Not really.
I’m calling it what it actually was: a single-point-of-failure event that exposed how dependent the modern web is on one company’s infrastructure.
Whether we call it an “outage,” “incident,” or “hiccup” doesn’t change the fact that thousands of unrelated services broke simply because one upstream provider had a bad moment.
If a small naming disruption can cascade through half the internet, the terminology isn’t the issue.
The architecture is.
Not exactly.
Cloudflare’s DNS resolver responded, but the outage still broke the availability path for huge portions of the web.
When a single provider sits in front of:
• DNS resolution
• CDN routing
• TLS termination
• DDoS filtering
…then even if their DNS cluster survives, the dependency chain behind it doesn’t.
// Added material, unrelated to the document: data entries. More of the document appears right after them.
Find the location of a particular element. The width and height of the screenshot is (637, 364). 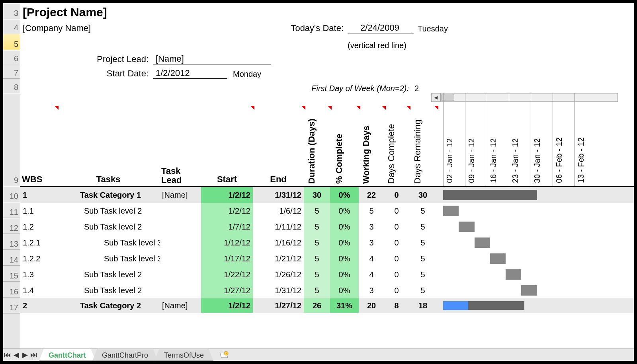

cell-wbs: 1.1 is located at coordinates (39, 211).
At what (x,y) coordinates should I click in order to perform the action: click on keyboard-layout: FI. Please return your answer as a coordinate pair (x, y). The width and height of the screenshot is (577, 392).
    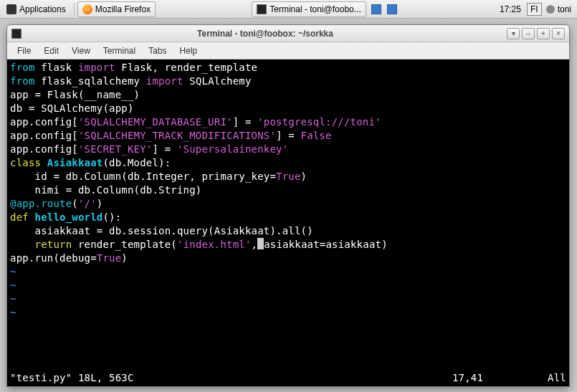
    Looking at the image, I should click on (535, 9).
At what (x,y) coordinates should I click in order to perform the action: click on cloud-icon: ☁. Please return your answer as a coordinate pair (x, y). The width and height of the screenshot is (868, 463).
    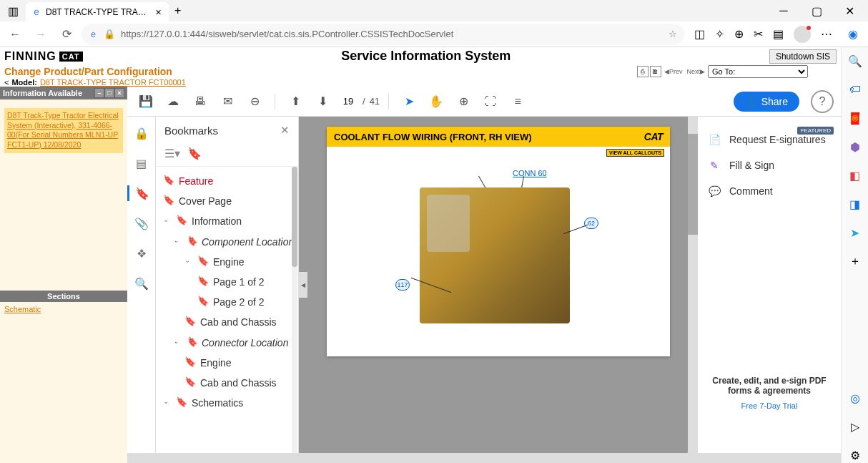
    Looking at the image, I should click on (173, 102).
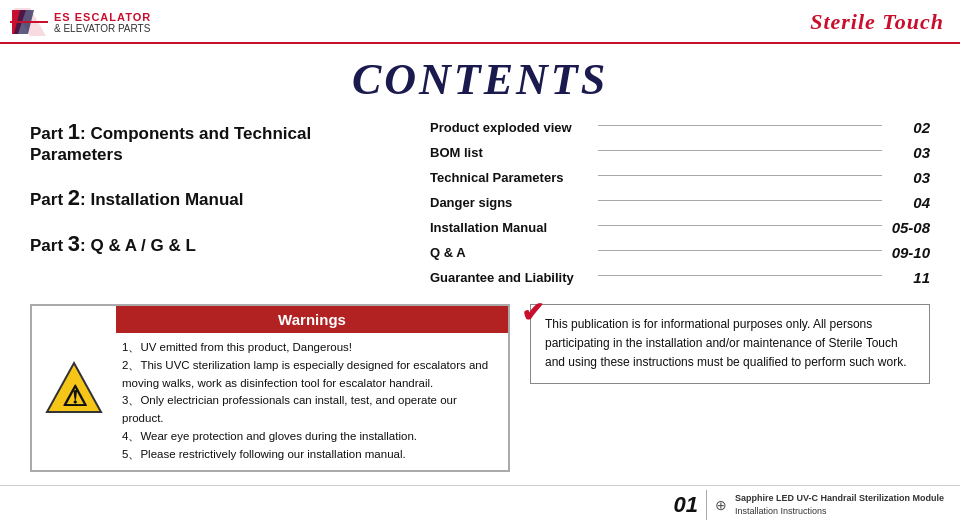 This screenshot has width=960, height=524. I want to click on toc-page: 11, so click(910, 278).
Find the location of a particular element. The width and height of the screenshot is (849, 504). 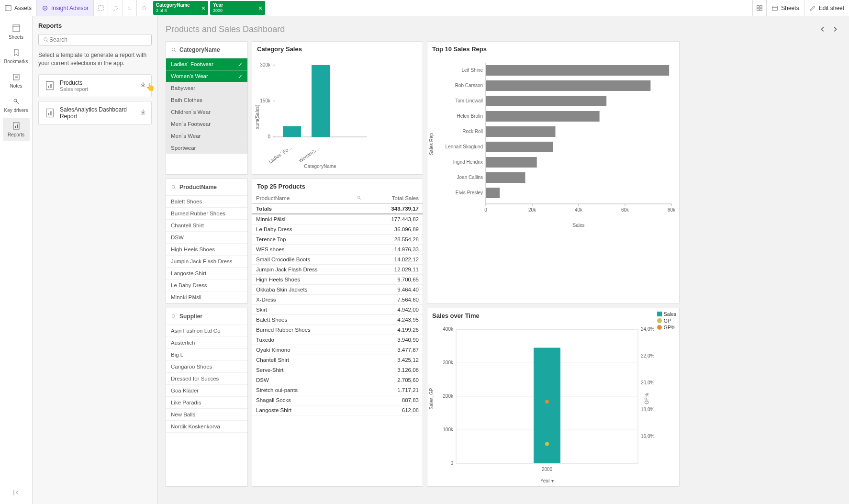

table-row: Minnki Pälsii177.443,82 is located at coordinates (337, 219).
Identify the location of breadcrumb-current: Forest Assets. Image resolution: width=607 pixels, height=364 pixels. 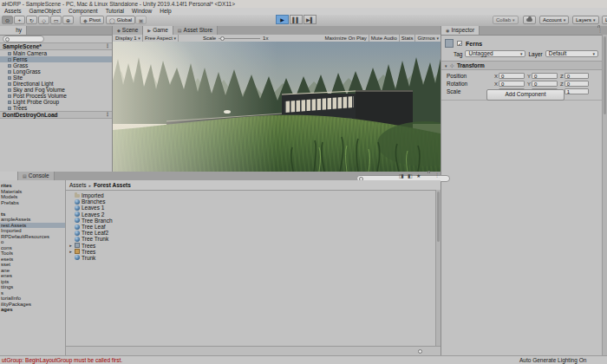
(113, 185).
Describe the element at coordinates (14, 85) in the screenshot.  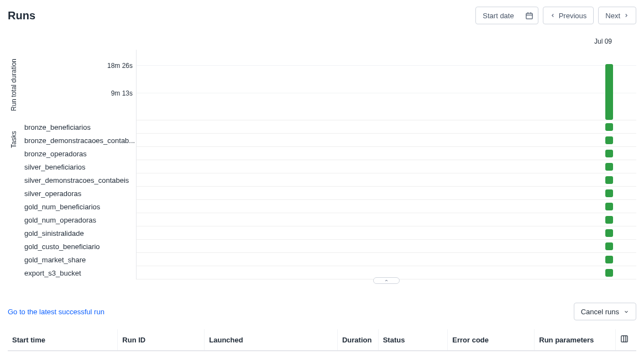
I see `duration-axis-label: Run total duration` at that location.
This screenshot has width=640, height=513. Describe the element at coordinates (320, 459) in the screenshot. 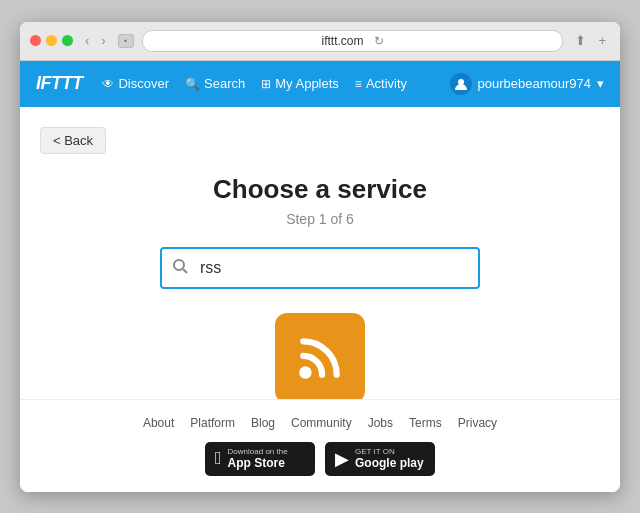

I see `app-badges:  Download on the App Store ▶ GET IT ON …` at that location.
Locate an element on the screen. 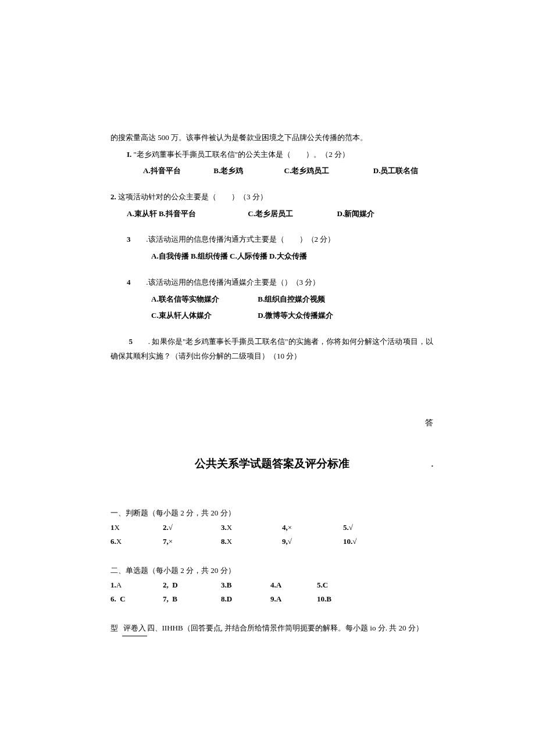  s1r1c2: √ is located at coordinates (171, 528).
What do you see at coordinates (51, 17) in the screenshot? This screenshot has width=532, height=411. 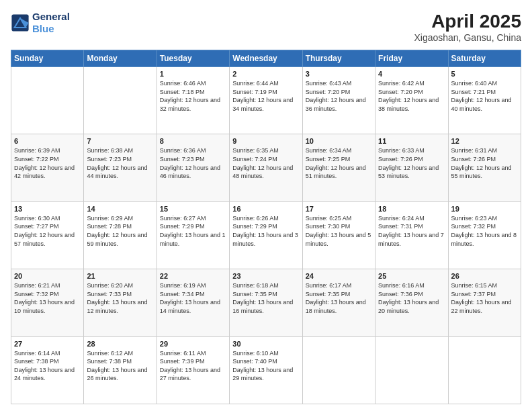 I see `logo-line1: General` at bounding box center [51, 17].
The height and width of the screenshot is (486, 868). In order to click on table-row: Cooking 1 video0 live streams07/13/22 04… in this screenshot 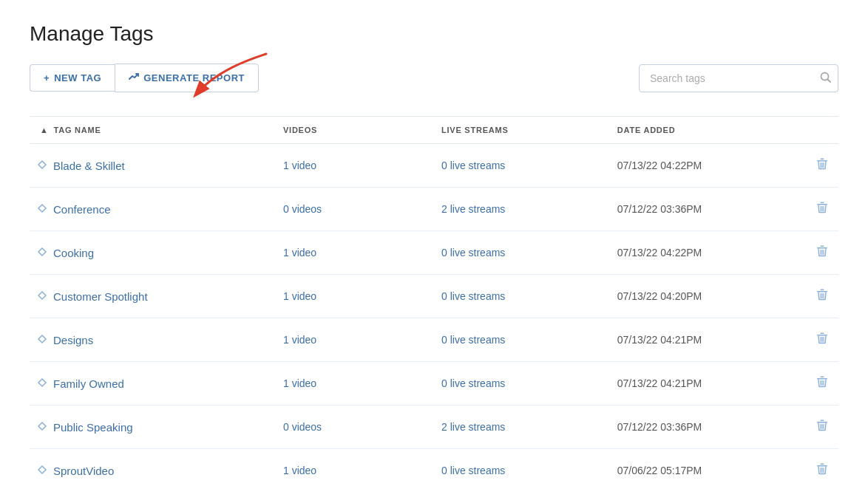, I will do `click(434, 253)`.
The problem isn’t “Cloudflare DNS failed.”
The problem is “the modern web is built in a way where one company having a bad minute takes thousands of unrelated sites down.”
Not really. I’m calling it what it actually was: a single-point-of-failure event that exposed how dependent the modern web is on one company’s infrastructure.
Whether we call it an “outage,” “incident,” or “hiccup” doesn’t change the fact that thousands of unrelated services broke simply because one upstream provider had a bad moment.
If a small naming disruption can cascade through half the internet, the terminology isn’t the issue. The architecture is.